Noted freshwater scientist Dr. Charles Goldman speaking May 16 at Academies’ Roberts Auditorium

May 9, 2013

 

05/10/13  Noted limnologist and oceanographer Charles Goldman, Ph.D., a 1948 alumnus of Culver Military Academy, will present a public lecture on Thursday, May 16, at 7 p.m. in Roberts Auditorium, located in the Roberts Hall of Science on the campus of Culver Academies. The lecture is free and open to the public.

Goldman, whose return to campus coincides with his 65th class reunion, will speak on “The Impact of Climatic Change and Global Warming on Inland Waters of the World: What can be done now to Mitigate this Crisis.” The lecture is sponsored by the Academies’ Global Studies Institute, which challenges students to become knowledgeable and conscientious citizens of the world.

During his visit, Goldman also will meet with two of the Academies’ Advanced Placement science classes and attend a private lunch with members of the Lake Maxinkuckee Environmental Council.

Goldman recently retired from the Department of Environmental Science and Policy at the University of California-Davis, where he had been since 1958. He developed the first courses in limnology (the study of fresh waters) and oceanography at UC-Davis and was the founding director of the Institute of Ecology, serving from 1966-69 and again from 1990-92. 

His most important and sustained contribution is the four decades of research on Lake Tahoe. Goldman is director of the Tahoe Research Group and has pursued long-term ecological research simultaneously at Lake Tahoe and Castle Lake, Calif., since 1958. He successfully combined effective research and social action with his pioneering studies of lake eutrophication (the dense growth of algae and other organisms, the decay of which depletes the shallow waters of oxygen in the summer).

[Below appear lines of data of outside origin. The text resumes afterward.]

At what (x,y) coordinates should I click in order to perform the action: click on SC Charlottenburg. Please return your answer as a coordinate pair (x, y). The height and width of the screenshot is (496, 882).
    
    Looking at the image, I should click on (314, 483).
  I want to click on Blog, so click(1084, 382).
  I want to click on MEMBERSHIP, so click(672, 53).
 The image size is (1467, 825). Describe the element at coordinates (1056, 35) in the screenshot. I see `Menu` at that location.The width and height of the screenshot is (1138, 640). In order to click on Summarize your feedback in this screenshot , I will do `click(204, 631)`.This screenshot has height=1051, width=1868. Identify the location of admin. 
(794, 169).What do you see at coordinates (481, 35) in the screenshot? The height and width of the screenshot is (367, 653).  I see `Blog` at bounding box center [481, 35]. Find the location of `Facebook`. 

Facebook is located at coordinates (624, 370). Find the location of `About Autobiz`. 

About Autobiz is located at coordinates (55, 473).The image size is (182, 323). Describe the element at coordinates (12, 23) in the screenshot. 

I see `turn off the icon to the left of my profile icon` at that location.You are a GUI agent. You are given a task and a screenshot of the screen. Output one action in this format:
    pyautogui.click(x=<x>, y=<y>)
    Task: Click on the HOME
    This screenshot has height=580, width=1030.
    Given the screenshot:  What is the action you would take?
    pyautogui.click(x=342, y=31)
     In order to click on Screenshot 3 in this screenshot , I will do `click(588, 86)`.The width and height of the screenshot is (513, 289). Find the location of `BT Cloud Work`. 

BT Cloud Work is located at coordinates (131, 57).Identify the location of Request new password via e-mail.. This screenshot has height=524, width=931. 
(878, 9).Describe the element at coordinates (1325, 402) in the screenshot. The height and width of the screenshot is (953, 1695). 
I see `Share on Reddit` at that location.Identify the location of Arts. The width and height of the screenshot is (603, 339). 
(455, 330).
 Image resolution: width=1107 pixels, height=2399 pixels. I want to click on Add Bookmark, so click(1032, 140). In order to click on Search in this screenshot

  Goldman’s many prestigious awards include a National Science Foundation Senior Postdoctoral Fellowship in 1964 for limnological research in the Arctic (Lapland), a Guggenheim Fellowship in northern Italy in 1965, and having the “Goldman Glacier” in Antarctica named for him in 1967.

He was awarded the Vollenweider lectureship in Canada in 1989, the Chevron Conservation Award, and was named Culver’s Man of the Year in 1991.

He received degrees in geology and zoology from the University of Illinois before completing his doctorate in limnology and fisheries from the University of Michigan in 1958.